Carolyn Gallaher, the senior associate dean at American University’s School of International Service and an expert in far-right extremism, said Greene’s ideology fits the definition of far-right extremism, citing her comments related to QAnon, which holds that former President Donald Trump was battling a Satanic cabal of Democrats and celebrities engaged in pedophilia; her use of “anti-Semitic tropes” and her embrace of violence against political adversaries.

“I don’t think there’s any evidence that Marjorie Taylor Greene has her own militia force or that she herself is going to attack someone on the floor of the House of Representatives, but her microphone to spread conspiracy theories is troubling,” she said. “The threat that Marjorie Taylor Greene represents is that she’s going to use her various bully pulpits on social media and in Congress to continue to spread conspiracy theories and to rile people up.”

Reached by phone on Thursday, Ivy Schamis, a former Parkland history teacher now living in Washington, D.C., was furious. Schamis was giving a lesson on the Holocaust — and how to counter hate — when a gunman stormed into her classroom and killed two of her students.
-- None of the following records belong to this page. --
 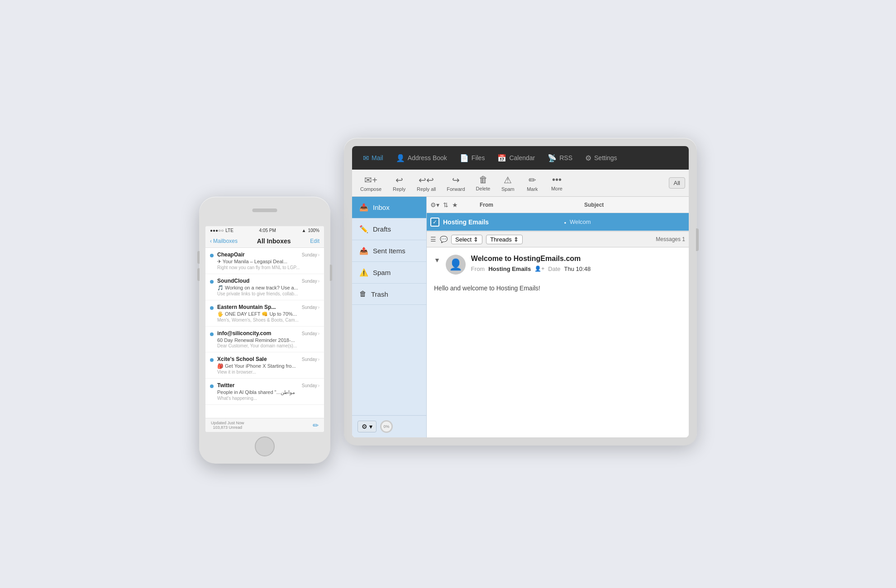 What do you see at coordinates (315, 241) in the screenshot?
I see `phone-edit-button: Edit` at bounding box center [315, 241].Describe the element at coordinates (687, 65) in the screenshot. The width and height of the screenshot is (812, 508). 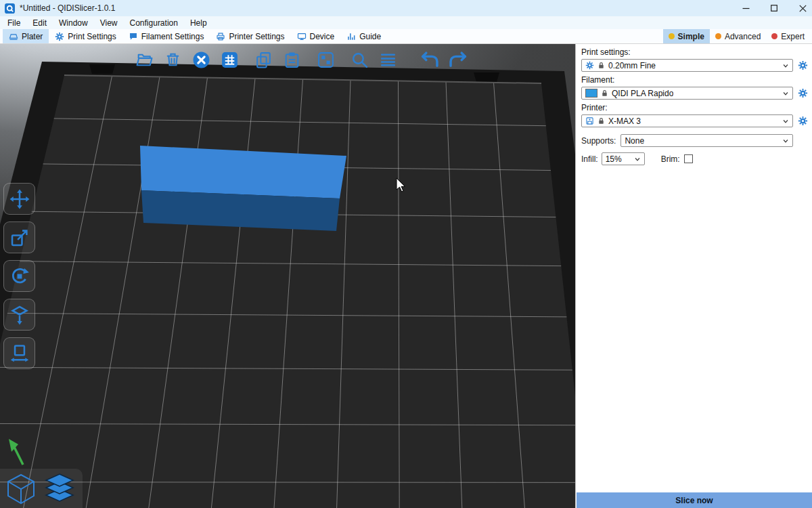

Greene’s use of propaganda, Schamis quipped, is “right from Hitler’s playbook.”

“If you say things enough, people will start to believe it,” said Schamis, who said she left South Florida partly because of the conspiracy theorists who flocked there. “Now with social media, it is so easy. It is so easy to put out there whatever you feel like putting out.”

Schamis also said Greene should resign or be removed from office, noting that she taught her students in Parkland to be “upstanders” like those who actively fought against the Nazi regime during the Holocaust. In response to Greene, it’s the Republican leadership and voters who now need to become upstanders, she said.

“Being a bystander and being silent is not going to accomplish anything,” she said. “Just like I tell my students, the opposite of love is not hate — it’s indifference.”